Advice to Young Men eBook

This eBook from the Gutenberg Project consists of approximately 341 pages of information about Advice to Young Men.

Advice to Young Men eBook

This eBook from the Gutenberg Project consists of approximately 341 pages of information about Advice to Young Men.

93.  But, in order to possess this precious trust-worthiness, you must, if you can, exercise your reason in the choice of your partner.  If she be vain of her person, very fond of dress, fond of flattery, at all given to gadding about, fond of what are called parties of pleasure, or coquetish, though in the least degree; if either of these, she never will be trust-worthy; worthy; she cannot change her nature; and if you marry her, you will be unjust if you expect trust-worthiness at her hands.  But, besides this, even if you find in her that innate ‘sobriety’ of which I have been speaking, there requires on your part, and that at once too, confidence and trust without any limit.  Confidence is, in this case, nothing unless it be reciprocal.  To have a trust-worthy wife, you must begin by showing her, even before you are married, that you have no suspicions, no fears, no doubts, with regard to her.  Many a man has been discarded by a virtuous girl, merely on account of his querulous conduct.  All women despise jealous men; and, if they marry such their motive is other than that of affection.  Therefore, begin by proofs of unlimited confidence; and, as example may serve to assist precept, and as I never have preached that which I have not practised, I will give you the history of my own conduct in this respect.

94.  When I first saw my wife, she was thirteen years old, and I was within about a month of twenty-one.  She was the daughter of a Serjeant of artillery, and I was the Serjeant-Major of a regiment of foot, both stationed in forts near the city of St.

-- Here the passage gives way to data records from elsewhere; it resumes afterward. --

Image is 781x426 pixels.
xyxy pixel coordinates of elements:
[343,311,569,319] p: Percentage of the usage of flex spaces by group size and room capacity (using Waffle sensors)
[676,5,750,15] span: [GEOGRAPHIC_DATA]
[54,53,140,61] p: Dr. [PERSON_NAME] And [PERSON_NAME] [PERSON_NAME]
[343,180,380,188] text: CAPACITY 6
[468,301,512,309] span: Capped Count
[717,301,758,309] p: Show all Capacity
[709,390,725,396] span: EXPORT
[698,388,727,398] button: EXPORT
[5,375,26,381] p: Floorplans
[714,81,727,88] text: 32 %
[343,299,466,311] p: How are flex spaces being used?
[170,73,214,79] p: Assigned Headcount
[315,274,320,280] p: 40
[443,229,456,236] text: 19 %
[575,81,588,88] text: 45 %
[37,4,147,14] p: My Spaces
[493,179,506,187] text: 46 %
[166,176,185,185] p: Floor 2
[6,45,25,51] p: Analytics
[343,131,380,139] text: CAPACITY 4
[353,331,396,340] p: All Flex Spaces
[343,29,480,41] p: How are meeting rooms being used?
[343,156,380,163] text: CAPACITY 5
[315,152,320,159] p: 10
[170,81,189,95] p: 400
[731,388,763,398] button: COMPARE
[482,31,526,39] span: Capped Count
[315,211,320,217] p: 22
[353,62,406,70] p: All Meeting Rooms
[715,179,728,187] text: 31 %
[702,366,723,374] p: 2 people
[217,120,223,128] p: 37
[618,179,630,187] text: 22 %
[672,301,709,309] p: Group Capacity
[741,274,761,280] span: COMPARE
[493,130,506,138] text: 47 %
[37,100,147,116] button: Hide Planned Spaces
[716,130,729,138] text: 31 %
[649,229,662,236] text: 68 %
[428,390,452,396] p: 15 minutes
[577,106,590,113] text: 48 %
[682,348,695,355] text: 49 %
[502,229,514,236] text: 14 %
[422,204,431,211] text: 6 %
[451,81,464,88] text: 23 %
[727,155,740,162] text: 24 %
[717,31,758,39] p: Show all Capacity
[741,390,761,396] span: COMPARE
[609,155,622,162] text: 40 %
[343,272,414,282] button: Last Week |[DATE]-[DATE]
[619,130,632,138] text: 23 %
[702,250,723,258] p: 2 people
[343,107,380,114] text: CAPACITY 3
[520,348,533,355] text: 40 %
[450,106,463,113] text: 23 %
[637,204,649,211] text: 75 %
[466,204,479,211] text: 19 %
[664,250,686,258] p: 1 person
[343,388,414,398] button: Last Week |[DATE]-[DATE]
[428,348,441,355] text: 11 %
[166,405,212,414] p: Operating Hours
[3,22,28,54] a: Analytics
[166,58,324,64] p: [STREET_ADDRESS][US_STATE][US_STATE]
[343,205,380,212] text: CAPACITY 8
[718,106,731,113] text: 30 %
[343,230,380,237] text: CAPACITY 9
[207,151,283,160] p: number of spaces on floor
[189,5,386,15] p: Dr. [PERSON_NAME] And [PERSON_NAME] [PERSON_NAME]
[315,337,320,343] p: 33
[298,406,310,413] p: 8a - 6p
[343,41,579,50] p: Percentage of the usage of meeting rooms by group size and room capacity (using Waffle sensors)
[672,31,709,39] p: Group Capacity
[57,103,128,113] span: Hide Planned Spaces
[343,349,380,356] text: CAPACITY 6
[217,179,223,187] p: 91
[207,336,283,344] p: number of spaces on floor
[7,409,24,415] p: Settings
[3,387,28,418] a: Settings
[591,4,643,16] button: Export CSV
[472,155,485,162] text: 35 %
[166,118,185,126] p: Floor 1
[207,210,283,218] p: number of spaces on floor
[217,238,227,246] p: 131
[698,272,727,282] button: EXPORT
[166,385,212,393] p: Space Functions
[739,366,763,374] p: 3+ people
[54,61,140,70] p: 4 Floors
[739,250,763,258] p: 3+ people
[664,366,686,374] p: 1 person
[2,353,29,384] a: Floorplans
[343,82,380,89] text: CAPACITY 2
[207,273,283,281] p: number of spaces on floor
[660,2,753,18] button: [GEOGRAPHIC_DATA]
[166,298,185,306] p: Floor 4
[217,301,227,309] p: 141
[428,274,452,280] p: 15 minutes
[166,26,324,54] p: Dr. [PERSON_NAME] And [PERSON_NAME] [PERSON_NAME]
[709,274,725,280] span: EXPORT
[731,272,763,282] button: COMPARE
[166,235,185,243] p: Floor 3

John, in the Province of New-Brunswick.  I sat in the same room with her, for about an hour, in company with others, and I made up my mind that she was the very girl for me.  That I thought her beautiful is certain, for that I had always said should be an indispensable qualification; but I saw in her what I deemed marks of that sobriety of conduct of which I have said so much, and which has been by far the greatest blessing of my life.  It was now dead of winter, and, of course, the snow several feet deep on the ground, and the weather piercing cold.  It was my habit, when I had done my morning’s writing, to go out at break of day to take a walk on a hill at the foot of which our barracks lay.  In about three mornings after I had first seen her, I had, by an invitation to breakfast with me, got up two young men to join me in my walk; and our road lay by the house of her father and mother.  It was hardly light, but she was out on the snow, scrubbing out a washing-tub.  ‘That’s the girl for me,’ said I, when we had got out of her hearing.  One of these young men came to England soon afterwards; and he, who keeps an inn in Yorkshire, came over to Preston, at the time of the election, to verify whether I were the same man.  When he found that I was, he appeared surprised; but what was his surprise, when I told him that those tall young men, whom he saw around me, were the sons of that pretty little girl that he and I saw scrubbing out the washing-tub on the snow in New-Brunswick at day-break in the morning!

Copyrights
Project Gutenberg
Advice to Young Men from Project Gutenberg. Public domain.